You're making it impossible for Darfur to ever be the same again.

Jennifer Leaning, an expert on disaster response, documented the plight of Darfurian refugees along the Chad-Sudan border in 2004. Leaning and her colleagues from the non-governmental organization Physicians for Human Rights visited camps throughout the region, some of which were already well-established. But when they visited a group of new arrivals near Bahai, Chad, Leaning witnessed the suffering of people living in horrible conditions without any international aid. While documenting the stories of these refugees, she became deathly ill herself and was evacuated. Back in the United States, she and her team helped publicize the genocide.
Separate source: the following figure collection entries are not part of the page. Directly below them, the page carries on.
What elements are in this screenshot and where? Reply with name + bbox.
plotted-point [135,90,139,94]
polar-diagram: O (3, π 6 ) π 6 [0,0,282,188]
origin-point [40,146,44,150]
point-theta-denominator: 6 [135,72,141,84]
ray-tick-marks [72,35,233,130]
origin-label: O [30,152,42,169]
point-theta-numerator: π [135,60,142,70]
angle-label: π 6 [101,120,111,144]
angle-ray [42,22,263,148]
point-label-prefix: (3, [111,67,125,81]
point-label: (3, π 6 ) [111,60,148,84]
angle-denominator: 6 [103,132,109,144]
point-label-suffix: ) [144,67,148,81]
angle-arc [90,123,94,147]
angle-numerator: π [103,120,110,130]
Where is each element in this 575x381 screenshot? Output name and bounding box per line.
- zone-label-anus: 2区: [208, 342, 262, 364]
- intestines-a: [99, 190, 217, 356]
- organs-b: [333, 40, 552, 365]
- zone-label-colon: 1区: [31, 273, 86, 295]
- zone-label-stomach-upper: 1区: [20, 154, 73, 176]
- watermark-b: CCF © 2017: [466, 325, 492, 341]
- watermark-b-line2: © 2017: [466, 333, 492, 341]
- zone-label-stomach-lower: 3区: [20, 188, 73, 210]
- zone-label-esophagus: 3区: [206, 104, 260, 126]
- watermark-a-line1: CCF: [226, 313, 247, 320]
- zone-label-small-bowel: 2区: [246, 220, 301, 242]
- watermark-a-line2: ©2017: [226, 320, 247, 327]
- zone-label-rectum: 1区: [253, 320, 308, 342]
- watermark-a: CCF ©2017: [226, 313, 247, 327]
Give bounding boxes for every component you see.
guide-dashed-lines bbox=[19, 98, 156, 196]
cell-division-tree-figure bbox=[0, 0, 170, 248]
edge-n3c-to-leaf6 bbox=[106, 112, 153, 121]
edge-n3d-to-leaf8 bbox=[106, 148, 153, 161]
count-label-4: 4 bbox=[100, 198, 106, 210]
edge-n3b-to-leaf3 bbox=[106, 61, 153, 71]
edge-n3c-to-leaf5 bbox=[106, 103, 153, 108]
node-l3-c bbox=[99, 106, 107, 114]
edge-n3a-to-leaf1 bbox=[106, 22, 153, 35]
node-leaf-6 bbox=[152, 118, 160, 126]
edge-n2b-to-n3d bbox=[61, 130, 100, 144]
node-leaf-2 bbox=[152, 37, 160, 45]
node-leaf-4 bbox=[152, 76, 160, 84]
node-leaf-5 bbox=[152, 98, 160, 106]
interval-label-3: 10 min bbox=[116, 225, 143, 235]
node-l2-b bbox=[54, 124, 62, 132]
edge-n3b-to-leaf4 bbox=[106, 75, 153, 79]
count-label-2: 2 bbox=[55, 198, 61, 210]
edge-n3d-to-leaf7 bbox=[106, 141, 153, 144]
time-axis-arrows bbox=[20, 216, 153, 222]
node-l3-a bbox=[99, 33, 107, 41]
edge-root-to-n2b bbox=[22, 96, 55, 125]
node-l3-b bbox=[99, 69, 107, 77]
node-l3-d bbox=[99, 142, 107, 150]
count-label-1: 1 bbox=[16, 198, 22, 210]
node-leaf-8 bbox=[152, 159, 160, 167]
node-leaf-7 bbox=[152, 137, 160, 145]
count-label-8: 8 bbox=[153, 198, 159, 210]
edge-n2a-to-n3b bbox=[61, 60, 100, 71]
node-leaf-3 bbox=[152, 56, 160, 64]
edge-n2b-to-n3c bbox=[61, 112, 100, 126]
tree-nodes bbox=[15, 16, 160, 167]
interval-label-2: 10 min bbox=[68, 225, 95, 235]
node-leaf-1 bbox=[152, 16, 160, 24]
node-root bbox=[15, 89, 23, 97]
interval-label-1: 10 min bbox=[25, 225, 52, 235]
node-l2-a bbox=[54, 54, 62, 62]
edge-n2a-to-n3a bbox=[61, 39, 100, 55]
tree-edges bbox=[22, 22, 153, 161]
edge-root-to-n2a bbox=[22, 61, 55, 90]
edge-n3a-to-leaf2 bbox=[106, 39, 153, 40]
Leaning continues to work on human rights, humanitarian aid, and public health at Harvard University.

Brian Steidle, Military Observer

Transcript

This was one of the first photographs I took in Sudan. Her name is Mihad Hamid. She is one years old.
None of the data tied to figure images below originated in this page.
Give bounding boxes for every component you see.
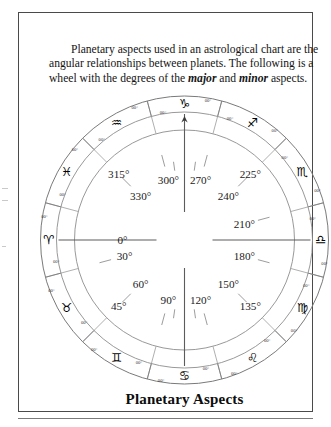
- scan-artifact: [2, 200, 8, 201]
- sign-band-tick: [218, 101, 222, 116]
- sign-band-tick: [147, 101, 151, 116]
- sector-degree-label: 225°: [240, 168, 261, 180]
- sector-degree-label: 315°: [108, 168, 129, 180]
- aspect-degree-label: 150°: [218, 278, 239, 290]
- sign-band-tick: [275, 331, 286, 342]
- aspect-degree-label: 30°: [117, 250, 133, 262]
- aspect-wheel: ♈♉♊♋♌♍♎♏♐♑♒♓ 00°00°00°00°00°00°00°00°00°…: [37, 91, 331, 389]
- zodiac-glyph-aries: ♈: [43, 232, 54, 247]
- sign-degree-marker: 00°: [53, 259, 60, 264]
- degree-connector: [258, 217, 270, 220]
- aspect-degree-label: 60°: [133, 278, 149, 290]
- zodiac-glyph-pisces: ♓: [61, 164, 72, 179]
- zodiac-glyph-taurus: ♉: [61, 300, 72, 315]
- aspect-degree-label: 0°: [117, 234, 127, 246]
- zodiac-glyph-gemini: ♊: [111, 350, 122, 365]
- figure-caption: Planetary Aspects: [37, 391, 331, 408]
- degree-connector: [204, 313, 207, 325]
- sign-degree-marker: 00°: [81, 320, 88, 325]
- scan-artifact: [2, 188, 8, 189]
- degree-connector: [162, 155, 165, 167]
- degree-connector: [258, 260, 270, 263]
- aspect-degree-label: 90°: [161, 294, 177, 306]
- intro-joiner: and: [216, 72, 239, 85]
- sign-degree-marker: 00°: [272, 128, 279, 133]
- sign-degree-marker: 00°: [303, 283, 310, 288]
- sign-degree-marker: 00°: [41, 214, 48, 219]
- sign-degree-marker: 00°: [72, 147, 79, 152]
- sign-band-tick: [147, 364, 151, 379]
- intro-paragraph: Planetary aspects used in an astrologica…: [49, 43, 321, 87]
- sign-degree-marker: 00°: [264, 338, 271, 343]
- intro-text-part2: aspects.: [268, 72, 307, 85]
- degree-connector: [99, 260, 111, 263]
- degree-connector: [194, 162, 195, 171]
- zodiac-glyph-aquarius: ♒: [111, 115, 122, 130]
- zodiac-glyph-scorpio: ♏: [297, 164, 308, 179]
- sign-band-tick: [218, 364, 222, 379]
- sign-band-tick: [45, 203, 60, 207]
- aspect-degree-label: 300°: [158, 174, 179, 186]
- sign-degree-marker: 00°: [203, 366, 210, 371]
- sign-band-tick: [83, 138, 94, 149]
- sign-degree-marker: 00°: [91, 347, 98, 352]
- zodiac-glyph-capricorn: ♑: [179, 96, 190, 111]
- sign-degree-marker: 00°: [309, 216, 316, 221]
- sign-band-tick: [83, 331, 94, 342]
- sign-band-tick: [308, 273, 323, 277]
- aspect-wheel-svg: ♈♉♊♋♌♍♎♏♐♑♒♓ 00°00°00°00°00°00°00°00°00°…: [37, 91, 331, 389]
- sign-degree-marker: 00°: [231, 371, 238, 376]
- sign-band-tick: [308, 203, 323, 207]
- degree-connector: [194, 309, 195, 318]
- zodiac-glyph-leo: ♌: [247, 350, 258, 365]
- scan-artifact: [2, 246, 6, 247]
- zodiac-glyph-virgo: ♍: [297, 300, 308, 315]
- aspect-degree-label: 120°: [190, 294, 211, 306]
- page-canvas: Planetary aspects used in an astrologica…: [0, 0, 331, 427]
- zodiac-glyph-sagittarius: ♐: [247, 115, 258, 130]
- aspect-degree-label: 330°: [130, 190, 151, 202]
- sign-degree-marker: 00°: [60, 192, 67, 197]
- sign-degree-marker: 00°: [205, 98, 212, 103]
- sign-degree-marker: 00°: [227, 116, 234, 121]
- aspect-degree-label: 210°: [234, 218, 255, 230]
- sign-degree-marker: 00°: [48, 288, 55, 293]
- sign-degree-marker: 00°: [136, 360, 143, 365]
- aspect-degree-label: 240°: [218, 190, 239, 202]
- emphasis-major: major: [188, 72, 216, 85]
- sign-degree-marker: 00°: [132, 105, 139, 110]
- degree-connector: [204, 155, 207, 167]
- aspect-degree-label: 270°: [190, 174, 211, 186]
- degree-connector: [162, 313, 165, 325]
- sign-degree-marker: 00°: [321, 261, 328, 266]
- degree-connector: [174, 162, 175, 171]
- sign-degree-marker: 00°: [160, 110, 167, 115]
- sector-degree-label: 45°: [111, 300, 127, 312]
- sector-degree-label: 135°: [240, 300, 261, 312]
- aspect-degree-label: 180°: [234, 250, 255, 262]
- figure-frame: Planetary aspects used in an astrologica…: [18, 12, 313, 412]
- bottom-rule: [18, 418, 313, 419]
- sign-degree-marker: 00°: [99, 137, 106, 142]
- emphasis-minor: minor: [239, 72, 268, 85]
- sign-band-tick: [45, 273, 60, 277]
- sign-band-tick: [275, 138, 286, 149]
- zodiac-glyph-cancer: ♋: [179, 368, 190, 383]
- zodiac-glyph-libra: ♎: [315, 232, 326, 247]
- sign-degree-marker: 00°: [314, 188, 321, 193]
- sign-degree-marker: 00°: [282, 155, 289, 160]
- sign-degree-marker: 00°: [158, 378, 165, 383]
- sign-degree-marker: 00°: [291, 328, 298, 333]
- degree-connector: [174, 309, 175, 318]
During the attack on Alliet — the government attacked the village of Alliet — her mother was carrying her, wrapped around the side of her with cloth as they often do. And she was shot — entry wound in the upper right side of her back and the exit wound in the lower left.

She wasn't breathing very well at that time and she wasn't expected to live. Often when you encounter the people out in the IDP camps or in the villages, because I'm a white male, they automatically assume that I'm a doctor.

On this day, she had thought that I was a doctor and she holds Mihad up to me to take a look at. Here's a baby laying on her back, laying on her lap, barely breathing. I motion her to please put the baby down and relax, and that, actually, kind of solidified in her mind that I was a doctor because I was telling her what to do with her child.

Instead, all I was able to do was write my report and take the photograph.

In September 2004, former US Marine Brian Steidle was invited to serve in Darfur as an unarmed military observer and US representative to the African Union. The African Union monitoring force Steidle joined was tasked with investigating and reporting on breaches of a never-honored 2004 cease-fire agreement between rebels and the Sudanese government. Steidle witnessed systematic attacks against civilians carried out by the Sudanese government and its allied militias, the Janjaweed. He and his fellow members of the monitoring force were not mandated to protect civilians but to issue reports. After six months, Brian's conscience would no longer allow him to remain a silent witness to genocide. He returned to the US convinced that he could do more to help Darfurian civilians by publicizing what he had seen. He began a speaking tour, wrote a book, and produced a documentary about his experiences in Darfur. Today, he remains an activist against genocide.